Palo Alto Networks Secures AI Data Centre Infrastructure
Palo Alto Networks has unveiled an expanded security ecosystem designed to protect what the company describes as 'AI Factories', the infrastructure backbone supporting AI workloads.
The initiative addresses security requirements across high-performance data centre environments through to autonomous edge deployments, with a focus on protecting sovereign AI infrastructure without compromising operational performance.
Announced at MWC 2026 in Barcelona, the ecosystem brings together partnerships with Nokia, U Mobile, Aeris and Celerway Communication.
The collaborations aim to secure both physical and digital elements of AI infrastructure, encompassing hyperscale data centres, telecommunications networks and distributed edge sites.
As AI workloads increasingly require multi-terabit throughput and dense compute clusters, operators are reconsidering not only power and cooling architectures but also how security can be embedded at every layer of the technology stack.
"We are establishing the secure foundation for the AI economy through extensive ecosystem collaboration," says Anand Oswal, Executive Vice President at Palo Alto Networks.
"By seamlessly integrating our AI-powered security services directly from the datacenter into the most vital 5G and IoT networks globally, we are ensuring the AI Factory is secure by design.
"These partnerships enable us to create a secure digital infrastructure capable of managing the multi-terabit throughput required for training AI models."
Nokia collaboration targets European facilities
A key element of the announcement is a partnership with Nokia focused on supporting European AI gigafactories.
The collaboration combines Nokia's AI data centre infrastructure with Palo Alto Networks' security platforms, with both companies positioning the joint architecture to address data sovereignty requirements alongside performance and scalability needs.
As European operators develop large-scale AI facilities, validated frameworks that extend security from the network layer into workloads are becoming a priority consideration.
The partnership aims to deliver comprehensive architectural frameworks that can scale with enterprise demands.
"In the race to build the world's AI Factories, you cannot leave the door open at the infrastructure layer," says Greg Dorai, Senior Vice President and General Manager, IP Networks at Nokia.
"Nokia and Palo Alto Networks jointly envision comprehensive architectural and operational frameworks that expand security solutions from the network layer to workloads. The validated architecture will allow our customers to build future-proof, sovereign data centres.
"We aren't just providing connectivity, we are protecting the physical and digital integrity of industrial digitisation at scale."
The validated architecture is designed to allow customers to build future-proof, sovereign data centres that meet both security and performance requirements.
Integration across telecom and IoT networks
Beyond core data centre environments, Palo Alto Networks is extending its ecosystem into telecommunications and IoT infrastructures that supply data to AI platforms.
New partnerships with U Mobile, Aeris and Celerway Communication address security requirements across these distributed environments.
In Malaysia, the company has signed a memorandum of understanding with 5G provider U Mobile to develop a network-embedded security as a service offering.
By integrating next-generation firewalls and AI-driven security directly into 4G and 5G infrastructure, the partners aim to provide integrated protection for consumer and enterprise users.
The Aeris partnership addresses large-scale IoT deployments.
By integrating Aeris IoT Watchtower with Prisma SASE 5G, enterprises could apply data loss prevention and zero trust policies to millions of wireless devices from a single control point.
For sectors including healthcare, manufacturing, retail and utilities, this approach could reduce the attack surface created by connected devices that feed data into AI systems.
The integration aims to provide centralised visibility and control across distributed IoT environments.
Distributed edge environment protection
Celerway Communication adds another dimension by extending data centre-class protection to distributed edge environments.
Integration with Palo Alto Networks VM Series Next Generation Firewalls enables 5G edge devices used by first responders and remote teams to maintain encrypted data integrity and consistent security posture, even in high-mobility or remote locations.
The combined ecosystem reflects a shift in how operators approach AI factory design. High-performance clusters, liquid-cooled racks and dense interconnects represent only part of the infrastructure equation.
Securing training pipelines, inference services and data flows from edge to core are emerging as fundamental considerations in AI infrastructure planning.
The partnerships announced by the company demonstrate an industry-wide recognition of security as a foundational element.
By aligning data centre security platforms with telecommunications networks and IoT management layers, Palo Alto Networks and its partners are seeking to embed security controls directly into AI infrastructure builds.
For organisations investing in sovereign AI capacity, the approach centres on validated architectures that integrate network, workload and edge protection within a unified framework.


**WHAT THIS TASK INVOLVES:** Write out each line exactly, starting with the one containing "In order to click on a: Unacademy" and stopping after the last line of the listing below.
§
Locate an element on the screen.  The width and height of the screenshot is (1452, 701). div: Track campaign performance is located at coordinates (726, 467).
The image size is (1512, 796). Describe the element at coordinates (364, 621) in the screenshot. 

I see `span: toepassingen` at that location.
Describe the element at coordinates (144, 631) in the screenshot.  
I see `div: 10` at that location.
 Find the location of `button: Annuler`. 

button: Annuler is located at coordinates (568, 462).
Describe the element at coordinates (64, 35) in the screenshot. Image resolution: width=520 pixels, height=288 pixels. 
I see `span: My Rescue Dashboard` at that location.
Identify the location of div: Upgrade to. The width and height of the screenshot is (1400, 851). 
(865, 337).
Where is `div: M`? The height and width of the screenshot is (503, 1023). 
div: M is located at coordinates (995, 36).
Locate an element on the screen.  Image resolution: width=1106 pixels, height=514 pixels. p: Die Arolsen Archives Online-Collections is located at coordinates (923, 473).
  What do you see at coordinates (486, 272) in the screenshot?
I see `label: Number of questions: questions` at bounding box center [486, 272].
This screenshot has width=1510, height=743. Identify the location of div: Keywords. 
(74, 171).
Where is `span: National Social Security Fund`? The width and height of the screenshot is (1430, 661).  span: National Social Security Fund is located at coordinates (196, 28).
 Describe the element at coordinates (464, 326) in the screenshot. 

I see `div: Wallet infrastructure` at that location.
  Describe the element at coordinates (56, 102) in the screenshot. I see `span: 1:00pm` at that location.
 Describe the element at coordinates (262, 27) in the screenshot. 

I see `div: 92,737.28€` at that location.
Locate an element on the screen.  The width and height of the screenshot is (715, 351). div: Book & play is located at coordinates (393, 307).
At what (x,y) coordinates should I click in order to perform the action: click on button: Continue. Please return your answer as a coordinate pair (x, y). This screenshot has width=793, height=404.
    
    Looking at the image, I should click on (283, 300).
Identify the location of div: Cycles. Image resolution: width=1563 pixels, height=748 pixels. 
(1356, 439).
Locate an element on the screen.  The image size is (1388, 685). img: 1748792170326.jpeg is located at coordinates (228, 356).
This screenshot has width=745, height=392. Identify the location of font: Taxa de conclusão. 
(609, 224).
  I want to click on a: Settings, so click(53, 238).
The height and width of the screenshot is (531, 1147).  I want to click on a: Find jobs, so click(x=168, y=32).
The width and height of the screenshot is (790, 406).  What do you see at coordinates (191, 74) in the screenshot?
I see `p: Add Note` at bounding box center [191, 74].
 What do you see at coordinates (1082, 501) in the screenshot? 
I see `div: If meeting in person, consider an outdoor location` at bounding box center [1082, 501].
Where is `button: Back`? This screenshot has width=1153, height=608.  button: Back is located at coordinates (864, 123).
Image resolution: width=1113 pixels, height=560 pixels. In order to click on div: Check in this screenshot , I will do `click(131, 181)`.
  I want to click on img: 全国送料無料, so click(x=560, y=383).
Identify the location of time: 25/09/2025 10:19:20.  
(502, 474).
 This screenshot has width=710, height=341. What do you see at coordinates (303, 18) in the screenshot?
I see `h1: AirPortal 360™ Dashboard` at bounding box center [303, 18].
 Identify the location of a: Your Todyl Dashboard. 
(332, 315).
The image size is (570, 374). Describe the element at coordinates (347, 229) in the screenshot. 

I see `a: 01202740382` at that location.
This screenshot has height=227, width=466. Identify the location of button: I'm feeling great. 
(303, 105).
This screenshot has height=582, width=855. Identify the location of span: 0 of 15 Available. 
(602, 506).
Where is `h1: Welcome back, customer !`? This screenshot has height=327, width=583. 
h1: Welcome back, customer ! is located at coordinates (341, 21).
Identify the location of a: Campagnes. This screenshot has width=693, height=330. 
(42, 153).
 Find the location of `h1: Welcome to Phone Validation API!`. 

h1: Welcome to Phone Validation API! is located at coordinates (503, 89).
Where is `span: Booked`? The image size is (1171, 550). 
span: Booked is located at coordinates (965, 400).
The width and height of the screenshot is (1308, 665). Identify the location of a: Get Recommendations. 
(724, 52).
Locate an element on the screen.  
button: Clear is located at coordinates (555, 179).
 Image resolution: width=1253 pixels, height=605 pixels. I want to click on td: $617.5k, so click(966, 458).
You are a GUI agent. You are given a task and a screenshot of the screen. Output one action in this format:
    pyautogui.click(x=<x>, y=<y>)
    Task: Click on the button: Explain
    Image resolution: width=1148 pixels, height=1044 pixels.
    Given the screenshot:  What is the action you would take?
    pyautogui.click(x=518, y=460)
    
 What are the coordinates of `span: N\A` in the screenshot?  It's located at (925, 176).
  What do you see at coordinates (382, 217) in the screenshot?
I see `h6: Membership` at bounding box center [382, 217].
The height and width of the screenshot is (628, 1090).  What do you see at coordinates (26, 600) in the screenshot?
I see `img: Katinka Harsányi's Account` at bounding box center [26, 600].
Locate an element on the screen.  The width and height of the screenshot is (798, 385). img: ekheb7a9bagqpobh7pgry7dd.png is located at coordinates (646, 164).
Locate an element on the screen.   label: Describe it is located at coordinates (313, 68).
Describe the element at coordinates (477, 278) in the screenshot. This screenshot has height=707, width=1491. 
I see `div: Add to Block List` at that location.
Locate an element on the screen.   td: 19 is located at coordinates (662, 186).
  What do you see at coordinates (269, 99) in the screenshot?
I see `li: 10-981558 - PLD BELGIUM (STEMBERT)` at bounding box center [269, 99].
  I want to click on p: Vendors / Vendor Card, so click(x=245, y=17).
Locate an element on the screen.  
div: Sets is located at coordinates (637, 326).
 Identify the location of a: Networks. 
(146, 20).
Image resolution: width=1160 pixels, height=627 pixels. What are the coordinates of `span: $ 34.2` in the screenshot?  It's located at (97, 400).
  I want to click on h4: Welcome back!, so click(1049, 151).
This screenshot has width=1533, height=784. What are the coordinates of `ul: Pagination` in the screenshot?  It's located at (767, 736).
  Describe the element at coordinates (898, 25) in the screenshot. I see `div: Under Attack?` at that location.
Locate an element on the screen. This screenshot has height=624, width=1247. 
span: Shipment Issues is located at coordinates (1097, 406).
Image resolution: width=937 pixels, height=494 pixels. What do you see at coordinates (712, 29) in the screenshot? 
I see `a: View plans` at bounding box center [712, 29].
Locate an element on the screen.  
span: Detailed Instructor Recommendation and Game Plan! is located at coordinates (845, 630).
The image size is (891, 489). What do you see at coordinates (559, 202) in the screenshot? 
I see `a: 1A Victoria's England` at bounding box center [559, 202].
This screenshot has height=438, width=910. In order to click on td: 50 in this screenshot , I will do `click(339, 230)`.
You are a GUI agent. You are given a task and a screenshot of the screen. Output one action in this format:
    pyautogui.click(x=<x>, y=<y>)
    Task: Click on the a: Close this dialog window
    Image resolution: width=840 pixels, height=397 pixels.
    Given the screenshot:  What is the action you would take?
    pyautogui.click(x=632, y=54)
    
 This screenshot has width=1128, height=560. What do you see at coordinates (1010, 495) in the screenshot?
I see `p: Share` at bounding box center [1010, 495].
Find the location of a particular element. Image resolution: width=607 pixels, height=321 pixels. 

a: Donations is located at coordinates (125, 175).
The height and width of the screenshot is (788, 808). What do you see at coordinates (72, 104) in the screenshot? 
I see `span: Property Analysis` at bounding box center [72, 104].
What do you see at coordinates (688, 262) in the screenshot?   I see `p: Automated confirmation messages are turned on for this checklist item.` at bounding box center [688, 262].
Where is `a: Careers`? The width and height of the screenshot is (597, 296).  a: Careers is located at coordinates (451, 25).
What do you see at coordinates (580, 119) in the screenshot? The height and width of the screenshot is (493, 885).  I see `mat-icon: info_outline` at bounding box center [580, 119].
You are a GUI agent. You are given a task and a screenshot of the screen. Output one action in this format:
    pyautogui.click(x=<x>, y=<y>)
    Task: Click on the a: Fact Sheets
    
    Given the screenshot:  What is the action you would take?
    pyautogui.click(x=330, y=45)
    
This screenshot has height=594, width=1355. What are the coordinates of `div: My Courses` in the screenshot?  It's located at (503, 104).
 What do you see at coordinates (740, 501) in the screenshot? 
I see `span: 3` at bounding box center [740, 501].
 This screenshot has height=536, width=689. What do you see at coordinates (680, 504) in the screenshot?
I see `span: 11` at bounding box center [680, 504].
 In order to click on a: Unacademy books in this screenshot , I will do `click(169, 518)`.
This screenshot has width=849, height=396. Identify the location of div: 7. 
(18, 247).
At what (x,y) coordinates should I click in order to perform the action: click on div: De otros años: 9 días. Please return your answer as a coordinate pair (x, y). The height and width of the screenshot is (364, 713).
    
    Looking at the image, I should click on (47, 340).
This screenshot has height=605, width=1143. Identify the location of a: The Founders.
§
**TASK RESULT:**
 In order to click on a: Unacademy books in this screenshot , I will do `click(169, 518)`.
This screenshot has width=849, height=396. Identify the location of div: 7. 
(18, 247).
At what (x,y) coordinates should I click in order to perform the action: click on div: De otros años: 9 días. Please return your answer as a coordinate pair (x, y). The height and width of the screenshot is (364, 713).
    
    Looking at the image, I should click on (47, 340).
This screenshot has height=605, width=1143. Identify the location of a: The Founders.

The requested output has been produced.